When Mom and Dad are traveling, they've graciously allowed their home to be used by others. We've had two lovely stints recently with our dear friend, Rabab. It's so fun to have her with us, not to mention that she treats us to some of her amazing cooking. 
Other random tidbits:

I have been banned from ever purchasing a puzzle for my mother again. My kiddos and mom fly through puzzles and so I thought they could use a challenge. Despite her loud complaints, the day she got it together she was expounding on all the great life lessons it taught her. So I'm not sure the ban has to be followed to a T. :) 
Terah finished her first comforter to donate to MCC. She was just a bit proud of it!
My kids can now say that they have tried a McDonald's happy meal, thanks to the summer reading program at our local library. It was the first time in probably 30 years that I have tried a cheeseburger, and probably about that long on the fries. Who knew they no longer include catsup without you specifically requesting it. And our order was messed up in so many ways. But we'll call it a success in other ways, including yet another step in my own winding, complicated, and exciting healing journey with food. Oh, and the girls now want us to replicate a happy meal at home with our methods/ingredients. I'm in!
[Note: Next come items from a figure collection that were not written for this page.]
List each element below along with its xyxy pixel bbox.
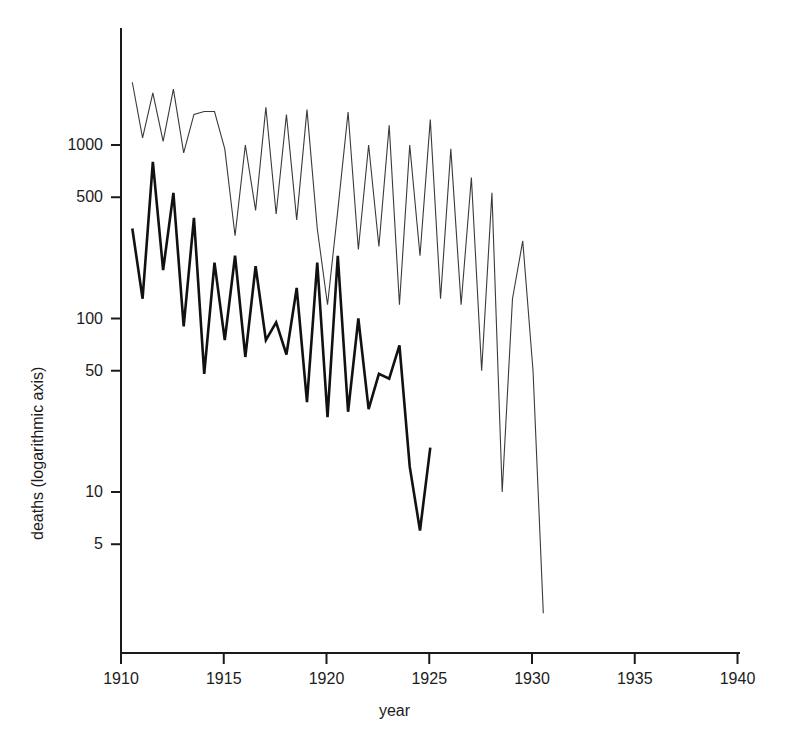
y-axis-tick-label: 100 xyxy=(40,311,103,327)
y-axis-tick-label: 10 xyxy=(40,484,103,500)
y-axis-ticks xyxy=(111,145,121,544)
y-axis-tick-label: 1000 xyxy=(40,137,103,153)
chart-plot-area xyxy=(0,0,789,751)
x-axis-ticks xyxy=(121,653,738,664)
x-axis-tick-label: 1915 xyxy=(184,671,264,687)
y-axis-tick-label: 50 xyxy=(40,363,103,379)
data-series-group xyxy=(132,82,543,613)
y-axis-tick-label: 500 xyxy=(40,189,103,205)
x-axis-tick-label: 1910 xyxy=(81,671,161,687)
x-axis-tick-label: 1920 xyxy=(287,671,367,687)
data-series-line xyxy=(132,82,543,613)
chart-figure: 510501005001000 191019151920192519301935… xyxy=(0,0,789,751)
x-axis-tick-label: 1925 xyxy=(389,671,469,687)
x-axis-tick-label: 1935 xyxy=(595,671,675,687)
y-axis-title: deaths (logarithmic axis) xyxy=(30,367,46,540)
x-axis-title: year xyxy=(0,703,789,719)
x-axis-tick-label: 1930 xyxy=(492,671,572,687)
y-axis-tick-label: 5 xyxy=(40,536,103,552)
data-series-line xyxy=(132,162,430,531)
x-axis-tick-label: 1940 xyxy=(698,671,778,687)
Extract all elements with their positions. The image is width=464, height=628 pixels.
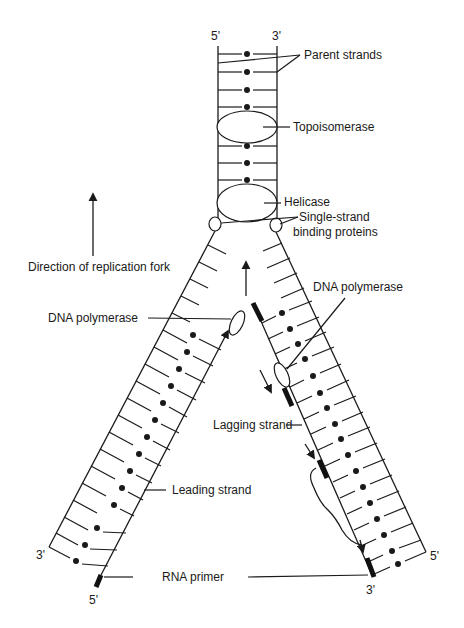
ssb-left-icon xyxy=(209,217,221,231)
right-outer-5prime: 5' xyxy=(430,549,439,563)
left-outer-3prime: 3' xyxy=(36,548,45,562)
rna-primer-lagging-4 xyxy=(367,558,374,577)
svg-text:binding proteins: binding proteins xyxy=(293,225,378,239)
svg-text:Single-strand: Single-strand xyxy=(299,210,370,224)
replication-fork-diagram: 5' 3' Parent strands Topoisomerase Helic… xyxy=(0,0,464,628)
rna-primer-left xyxy=(96,575,101,587)
right-upper-rungs xyxy=(263,243,304,298)
direction-arrow: Direction of replication fork xyxy=(28,194,171,274)
parent-right-3prime: 3' xyxy=(272,29,281,43)
lagging-arrow-1 xyxy=(260,370,271,392)
svg-text:DNA polymerase: DNA polymerase xyxy=(48,311,138,325)
topoisomerase-callout: Topoisomerase xyxy=(263,120,375,134)
rna-primer-callout: RNA primer xyxy=(104,570,368,584)
svg-text:RNA primer: RNA primer xyxy=(162,570,224,584)
svg-text:Leading strand: Leading strand xyxy=(172,483,251,497)
left-upper-rungs xyxy=(172,245,226,322)
dna-polymerase-right: DNA polymerase xyxy=(271,280,403,389)
parent-strands-callout: Parent strands xyxy=(218,48,382,72)
left-arm: 3' 5' xyxy=(36,231,228,607)
svg-text:Parent strands: Parent strands xyxy=(304,48,382,62)
lagging-arrow-2 xyxy=(305,444,314,458)
svg-text:DNA polymerase: DNA polymerase xyxy=(313,280,403,294)
ssb-right-icon xyxy=(270,218,282,232)
left-inner-5prime: 5' xyxy=(89,593,98,607)
left-paired-rungs xyxy=(49,330,221,566)
rna-primer-lagging-1 xyxy=(253,303,262,321)
right-inner-3prime: 3' xyxy=(366,583,375,597)
dna-polymerase-left: DNA polymerase xyxy=(48,309,248,338)
leading-strand-callout: Leading strand xyxy=(144,483,251,497)
parent-left-5prime: 5' xyxy=(211,29,220,43)
svg-text:Topoisomerase: Topoisomerase xyxy=(293,120,375,134)
lagging-strand-callout: Lagging strand xyxy=(213,418,302,432)
svg-text:Lagging strand: Lagging strand xyxy=(213,418,292,432)
svg-text:Direction of replication fork: Direction of replication fork xyxy=(28,260,171,274)
svg-text:Helicase: Helicase xyxy=(284,195,330,209)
The reason we were all out together was for blood work. So also a first for the younger two. Two and half plus years into Covid, we felt it was time to see if any of them have the Factor V Leiden clotting thing Jason has. As we navigate if/when/how much we want to open up our activities, that risk factor feels like information we'd like to have. They all did great! Thankfully Alida's went 100% smoothly. Phew! She takes after me with her feelings about needles. For Terah, on the other hand, they missed her vein entirely and after digging around a bit had to give up and go to the other arm - which she offered them freely. What a kid!! She most certainly does not take after me in that regard. The outing was also a good excuse for Kali to get more driving practice! We are looking for opportunities just about whenever we can because she has her driver's test scheduled for Tuesday. We might have another solo driver in our home soon. The girls are already cooking up ideas of outings they might go on together. 
Well it's about time to bring this post to a close and mix up some pumpkin muffins. I've got a morning pre-birthday hike with friends to Hensley's Pond to look forward to before diving into applesauce making. With all the living this post represents, we find ourselves vigiling at a distance with dear friends in PA who are journeying with their mother/wife in her final days. This dear friend accompanied Jason and me in our courtship and plans for marriage through premarital sessions leading up to our wedding. And then she took part in our wedding in very significant ways, including offering the meditation. I've been thinking about her words a lot this week, particularly her noting that I have the "gift of intensity." I often feel that my intensity is a bit of a burden, and it was truly only this week that the word GIFT really stuck out to me. I'm wondering how to channel the gift aspects of that part of me more fully. So I'm grateful for how her words live on and take on new life in me even decades later. Our life journeys together through growing up and then aging feel so poignant here sometimes. As I go out to the gardens or to tend animals, my parents might be found on their deck preparing their burial shrouds. This mixing of living well and preparing to die well is a gift to all of us. But it doesn't make it easy!
In closing, I'm so very glad that America's Got Talent introduced me to this pole dancer. I'm a tad obsessed with Kristy Sellars' final performance these days! I think of so many near and dear to me as I listen to these words and wish to hold out light to them! Take a look!!